Her original strategy when she’d come here was to intimidate Muggshot into surrendering quietly, and hitting him with a powerful shock or two if he refused. But he’d tanked four of her shots already without even flinching, and all it would take was one stray bullet from his end to put her down for the count. She was surviving on a mix of adrenaline, training, and pure dumb luck, and they both knew it.
Briefly she considered trying to flee for the elevator, to escape to the ground floor where it’d be easier to hide and snipe from an actually safe distance, but that idea was nixed as she remembered the raccoon waiting for her in the lobby.

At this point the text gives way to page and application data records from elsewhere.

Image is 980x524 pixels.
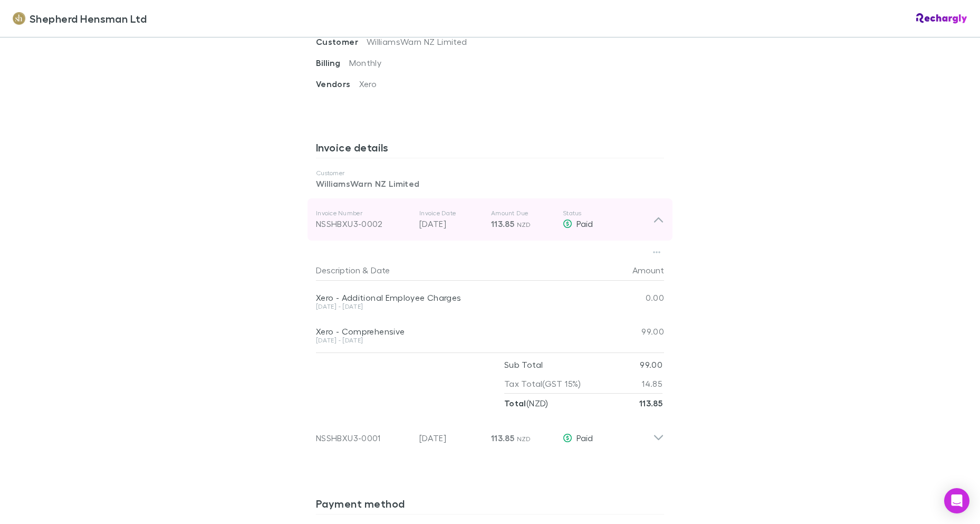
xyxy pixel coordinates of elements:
img: Shepherd Hensman Ltd's Logo [12,12,25,25]
span: Customer [316,36,367,47]
span: Monthly [349,58,382,67]
div: 99.00 [601,314,664,348]
div: [DATE] - [DATE] [316,304,601,310]
img: Rechargly Logo [916,13,968,24]
strong: Total [504,398,526,409]
div: Open Intercom Messenger [944,488,970,514]
span: Shepherd Hensman Ltd [30,10,146,27]
p: [DATE] [419,217,482,230]
p: [DATE] [419,432,482,444]
div: [DATE] - [DATE] [316,337,601,344]
p: ( NZD ) [504,393,548,413]
span: 113.85 [491,433,515,443]
p: 99.00 [640,355,663,374]
div: Invoice NumberNSSHBXU3-0002Invoice Date[DATE]Amount Due113.85 NZDStatusPaid [307,198,672,241]
span: Paid [577,433,593,442]
button: Description [316,259,360,281]
strong: 113.85 [640,398,663,409]
span: 113.85 [491,219,515,229]
span: Vendors [316,78,359,89]
div: Xero - Comprehensive [316,326,601,337]
span: WilliamsWarn NZ Limited [367,36,467,47]
span: Paid [577,219,593,229]
p: Customer [316,169,664,177]
p: 14.85 [642,374,663,393]
p: Tax Total (GST 15%) [504,374,581,393]
button: Date [371,259,390,281]
span: Billing [316,58,349,68]
h3: Payment method [316,497,664,514]
div: NSSHBXU3-0001 [316,432,411,444]
h3: Invoice details [316,141,664,158]
p: Status [563,209,653,217]
p: Invoice Date [419,209,482,217]
p: Amount Due [491,209,554,217]
p: Sub Total [504,355,542,374]
div: NSSHBXU3-0002 [316,217,411,230]
span: Xero [359,78,377,89]
div: Xero - Additional Employee Charges [316,292,601,303]
div: 0.00 [601,281,664,314]
div: & [316,259,597,281]
p: Invoice Number [316,209,411,217]
div: NSSHBXU3-0001[DATE]113.85 NZDPaid [307,413,672,455]
span: NZD [517,220,531,229]
p: WilliamsWarn NZ Limited [316,177,664,190]
span: NZD [517,435,531,442]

Even if she made it all the way down there unharmed, he didn’t have the instincts to survive a shootout, and she was not going to put the civilian she’d rescued in danger for a second time tonight.
Another bullet hissed just over her head. Inspector Fox took the cue to throw herself forward into a sprint for the next nearest lamp, aiming and firing her pistol wildly in his direction. The sounds of a grunt and electricity sparking against flesh weren’t very satisfying when it was followed by an almost literal hail of gunfire right on her heels.
She needed a new plan fast. There was only so much ammo she had on her, compared to Muggshot who seemed to pull spare bullets straight from thin air. Additionally, her breathing was labored, going on ragged, and at this rate it was only a matter of time before she was too slow to dodge a shot.
Rounding another crystal lamp - why were there so many lamps?! - Carmelita nearly tripped on something thin and long. It was an electrical wire attached to the base of the appliance, trailing out into the dark corners of the huge ballroom. Now that she had noticed, they were spread all across the floor, connected to every lamp and no doubt plugged into various outlets.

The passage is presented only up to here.